Assume I have a html page that contains something like
<ul class ="good">
<li>1</li>
<li>2</li>
<li>3</li>
</ul>
<ul class ="bad">
<li>a</li>
<li>b</li>
<li>c</li>
</ul>
I want to grab the <li>
elements inside the first <ul>
. From here I have basically copied (note: edited code per @twotwotwo comment)
page, _ := html.Parse(httpBody)
var f func(*html.Node)
f = func(n *html.Node) {
//fmt.Println("Inside f")
if n.Type == html.ElementNode && n.Data == "ul" {
fmt.Println("ul found -> ",n)
for c := n.FirstChild; c != nil; c = c.NextSibling {
f(c)
}
} else {
fmt.Println(n.Data ,"is not the correct one")

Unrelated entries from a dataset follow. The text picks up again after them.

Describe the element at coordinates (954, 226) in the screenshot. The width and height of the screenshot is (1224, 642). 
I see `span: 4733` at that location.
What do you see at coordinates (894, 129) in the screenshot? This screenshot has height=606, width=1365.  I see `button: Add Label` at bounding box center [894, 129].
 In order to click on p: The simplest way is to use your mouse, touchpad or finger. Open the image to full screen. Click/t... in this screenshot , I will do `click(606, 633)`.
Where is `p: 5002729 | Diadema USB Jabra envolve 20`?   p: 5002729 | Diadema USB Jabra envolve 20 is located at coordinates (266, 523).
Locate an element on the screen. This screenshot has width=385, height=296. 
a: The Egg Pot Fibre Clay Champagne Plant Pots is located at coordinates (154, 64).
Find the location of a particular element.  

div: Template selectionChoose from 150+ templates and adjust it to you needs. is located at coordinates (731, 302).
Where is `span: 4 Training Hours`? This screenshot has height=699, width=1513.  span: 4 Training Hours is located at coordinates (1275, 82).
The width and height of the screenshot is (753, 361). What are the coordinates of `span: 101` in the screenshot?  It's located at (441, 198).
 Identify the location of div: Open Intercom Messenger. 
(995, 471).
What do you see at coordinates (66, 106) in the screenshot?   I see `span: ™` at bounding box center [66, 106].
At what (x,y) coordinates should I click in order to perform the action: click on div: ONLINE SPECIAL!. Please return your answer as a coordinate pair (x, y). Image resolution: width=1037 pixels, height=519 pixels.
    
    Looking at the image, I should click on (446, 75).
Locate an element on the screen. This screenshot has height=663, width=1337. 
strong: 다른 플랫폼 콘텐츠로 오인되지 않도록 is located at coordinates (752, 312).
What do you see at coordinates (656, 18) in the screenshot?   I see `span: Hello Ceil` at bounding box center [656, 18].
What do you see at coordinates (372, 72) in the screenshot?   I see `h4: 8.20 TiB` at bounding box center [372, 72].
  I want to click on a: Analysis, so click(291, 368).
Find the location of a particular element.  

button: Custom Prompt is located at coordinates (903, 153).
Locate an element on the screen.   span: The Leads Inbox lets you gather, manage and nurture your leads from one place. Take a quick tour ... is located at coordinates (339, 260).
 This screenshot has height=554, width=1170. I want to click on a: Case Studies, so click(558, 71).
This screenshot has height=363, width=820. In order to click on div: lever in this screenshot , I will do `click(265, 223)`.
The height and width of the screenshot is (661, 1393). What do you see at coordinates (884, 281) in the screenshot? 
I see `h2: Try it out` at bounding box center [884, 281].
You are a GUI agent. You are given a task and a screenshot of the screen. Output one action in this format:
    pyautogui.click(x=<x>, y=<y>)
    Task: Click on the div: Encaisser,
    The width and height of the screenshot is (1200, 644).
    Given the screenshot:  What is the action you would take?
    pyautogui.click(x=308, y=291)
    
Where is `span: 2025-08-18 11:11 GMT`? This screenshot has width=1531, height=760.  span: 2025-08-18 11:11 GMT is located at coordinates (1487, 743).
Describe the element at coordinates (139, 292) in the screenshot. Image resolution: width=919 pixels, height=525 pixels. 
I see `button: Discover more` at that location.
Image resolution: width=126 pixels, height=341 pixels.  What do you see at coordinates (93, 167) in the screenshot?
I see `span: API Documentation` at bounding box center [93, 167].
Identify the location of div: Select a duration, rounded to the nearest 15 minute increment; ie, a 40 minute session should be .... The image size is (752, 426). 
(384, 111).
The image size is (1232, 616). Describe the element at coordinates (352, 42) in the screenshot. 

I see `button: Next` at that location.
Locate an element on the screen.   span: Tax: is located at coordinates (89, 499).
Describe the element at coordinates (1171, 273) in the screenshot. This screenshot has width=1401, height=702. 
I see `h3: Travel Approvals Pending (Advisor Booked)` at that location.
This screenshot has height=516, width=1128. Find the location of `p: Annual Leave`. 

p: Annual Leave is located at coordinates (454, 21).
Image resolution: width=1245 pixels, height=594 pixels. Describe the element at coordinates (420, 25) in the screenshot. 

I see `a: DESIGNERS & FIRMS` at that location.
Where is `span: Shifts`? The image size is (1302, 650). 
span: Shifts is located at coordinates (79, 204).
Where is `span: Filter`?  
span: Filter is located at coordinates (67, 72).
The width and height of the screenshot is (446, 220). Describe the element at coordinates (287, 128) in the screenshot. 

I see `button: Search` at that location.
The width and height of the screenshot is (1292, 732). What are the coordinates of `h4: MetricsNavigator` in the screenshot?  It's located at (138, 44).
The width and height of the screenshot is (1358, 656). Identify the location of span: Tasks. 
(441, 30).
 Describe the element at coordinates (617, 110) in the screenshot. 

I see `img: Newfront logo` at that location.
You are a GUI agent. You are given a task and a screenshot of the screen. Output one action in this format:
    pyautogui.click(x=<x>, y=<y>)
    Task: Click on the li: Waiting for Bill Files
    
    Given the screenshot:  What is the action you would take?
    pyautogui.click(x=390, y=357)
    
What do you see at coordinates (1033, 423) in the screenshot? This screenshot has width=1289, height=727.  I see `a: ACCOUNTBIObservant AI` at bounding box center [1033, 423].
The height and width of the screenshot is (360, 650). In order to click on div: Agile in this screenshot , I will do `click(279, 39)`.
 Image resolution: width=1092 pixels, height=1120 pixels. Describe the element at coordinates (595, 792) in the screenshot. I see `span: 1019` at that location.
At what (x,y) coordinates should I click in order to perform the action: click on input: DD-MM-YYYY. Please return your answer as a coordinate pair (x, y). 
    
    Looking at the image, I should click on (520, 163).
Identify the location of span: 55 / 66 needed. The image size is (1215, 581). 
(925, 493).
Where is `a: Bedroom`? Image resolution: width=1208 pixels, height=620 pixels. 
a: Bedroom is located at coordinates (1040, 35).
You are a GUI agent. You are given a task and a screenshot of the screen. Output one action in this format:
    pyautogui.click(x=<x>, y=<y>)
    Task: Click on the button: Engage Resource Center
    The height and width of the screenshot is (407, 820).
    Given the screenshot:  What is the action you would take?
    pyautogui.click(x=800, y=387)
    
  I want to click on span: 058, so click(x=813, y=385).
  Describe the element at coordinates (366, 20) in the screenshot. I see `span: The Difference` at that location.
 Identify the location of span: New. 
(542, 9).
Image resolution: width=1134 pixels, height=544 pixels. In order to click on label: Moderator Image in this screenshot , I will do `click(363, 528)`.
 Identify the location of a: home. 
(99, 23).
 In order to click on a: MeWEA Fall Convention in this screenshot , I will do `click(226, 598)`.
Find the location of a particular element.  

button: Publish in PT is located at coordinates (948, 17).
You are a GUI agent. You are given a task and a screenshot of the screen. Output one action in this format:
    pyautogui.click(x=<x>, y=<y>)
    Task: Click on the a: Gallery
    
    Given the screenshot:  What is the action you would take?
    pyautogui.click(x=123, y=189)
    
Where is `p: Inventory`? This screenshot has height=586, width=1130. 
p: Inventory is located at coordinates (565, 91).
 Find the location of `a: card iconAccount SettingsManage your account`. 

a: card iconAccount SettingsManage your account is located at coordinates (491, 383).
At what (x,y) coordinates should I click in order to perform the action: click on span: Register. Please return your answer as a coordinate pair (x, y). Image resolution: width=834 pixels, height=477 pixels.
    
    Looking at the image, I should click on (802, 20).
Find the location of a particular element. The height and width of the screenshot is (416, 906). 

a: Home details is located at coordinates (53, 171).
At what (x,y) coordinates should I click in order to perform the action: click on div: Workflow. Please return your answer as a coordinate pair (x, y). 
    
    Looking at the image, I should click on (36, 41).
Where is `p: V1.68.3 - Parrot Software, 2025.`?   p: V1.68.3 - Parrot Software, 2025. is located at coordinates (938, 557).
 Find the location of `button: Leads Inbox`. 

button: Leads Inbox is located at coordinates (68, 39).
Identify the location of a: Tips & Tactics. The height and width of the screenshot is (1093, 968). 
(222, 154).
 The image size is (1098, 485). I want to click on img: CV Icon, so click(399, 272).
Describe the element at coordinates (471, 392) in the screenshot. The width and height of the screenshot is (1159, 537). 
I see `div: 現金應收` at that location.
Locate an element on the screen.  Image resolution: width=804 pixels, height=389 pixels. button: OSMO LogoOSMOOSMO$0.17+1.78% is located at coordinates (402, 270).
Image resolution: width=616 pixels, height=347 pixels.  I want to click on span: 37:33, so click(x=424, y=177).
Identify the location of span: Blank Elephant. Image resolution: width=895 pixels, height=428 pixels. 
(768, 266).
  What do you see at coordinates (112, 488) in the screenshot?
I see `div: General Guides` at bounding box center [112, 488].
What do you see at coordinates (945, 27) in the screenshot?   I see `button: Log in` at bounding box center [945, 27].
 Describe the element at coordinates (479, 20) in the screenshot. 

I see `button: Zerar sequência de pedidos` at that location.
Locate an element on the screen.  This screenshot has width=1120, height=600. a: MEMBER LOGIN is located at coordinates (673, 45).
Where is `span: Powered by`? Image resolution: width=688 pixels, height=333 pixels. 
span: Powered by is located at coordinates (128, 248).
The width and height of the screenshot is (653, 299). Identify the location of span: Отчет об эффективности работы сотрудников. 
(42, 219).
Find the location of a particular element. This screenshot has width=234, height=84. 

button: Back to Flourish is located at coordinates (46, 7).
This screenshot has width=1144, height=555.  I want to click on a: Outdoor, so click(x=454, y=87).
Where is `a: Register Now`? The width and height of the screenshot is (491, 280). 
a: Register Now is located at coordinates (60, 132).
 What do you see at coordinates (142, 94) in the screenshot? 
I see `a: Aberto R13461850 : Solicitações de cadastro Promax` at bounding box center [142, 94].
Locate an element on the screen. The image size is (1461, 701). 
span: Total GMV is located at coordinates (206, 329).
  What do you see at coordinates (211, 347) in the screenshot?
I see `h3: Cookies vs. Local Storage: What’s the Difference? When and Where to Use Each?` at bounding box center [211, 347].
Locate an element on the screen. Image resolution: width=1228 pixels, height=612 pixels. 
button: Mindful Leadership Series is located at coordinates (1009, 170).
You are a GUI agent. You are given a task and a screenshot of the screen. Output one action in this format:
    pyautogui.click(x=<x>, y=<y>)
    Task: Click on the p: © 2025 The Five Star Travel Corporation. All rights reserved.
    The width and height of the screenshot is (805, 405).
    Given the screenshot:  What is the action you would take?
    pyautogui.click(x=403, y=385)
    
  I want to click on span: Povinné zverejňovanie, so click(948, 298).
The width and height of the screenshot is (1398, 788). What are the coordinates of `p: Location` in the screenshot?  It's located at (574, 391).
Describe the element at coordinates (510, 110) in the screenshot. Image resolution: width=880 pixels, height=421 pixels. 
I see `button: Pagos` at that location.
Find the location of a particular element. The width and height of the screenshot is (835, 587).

for c := n.FirstChild; c != nil; c = c.NextSibling { f(c) }
}
}
f(page)
But the only output I obtain is
is not the correct one
html is not the correct one
head is not the correct one
body is not the correct one
I wonder why the recursion stops at body. I have tried with motherfuckingwebsite.com which has tags inside the body
P.S. I have also tried
page := html.NewTokenizer(httpBody)
for {
tokenType := page.Next()
if tokenType == html.ErrorToken {
return links
}
token := page.Token()
but this seem to show all the tokens, without caring about the tree structure.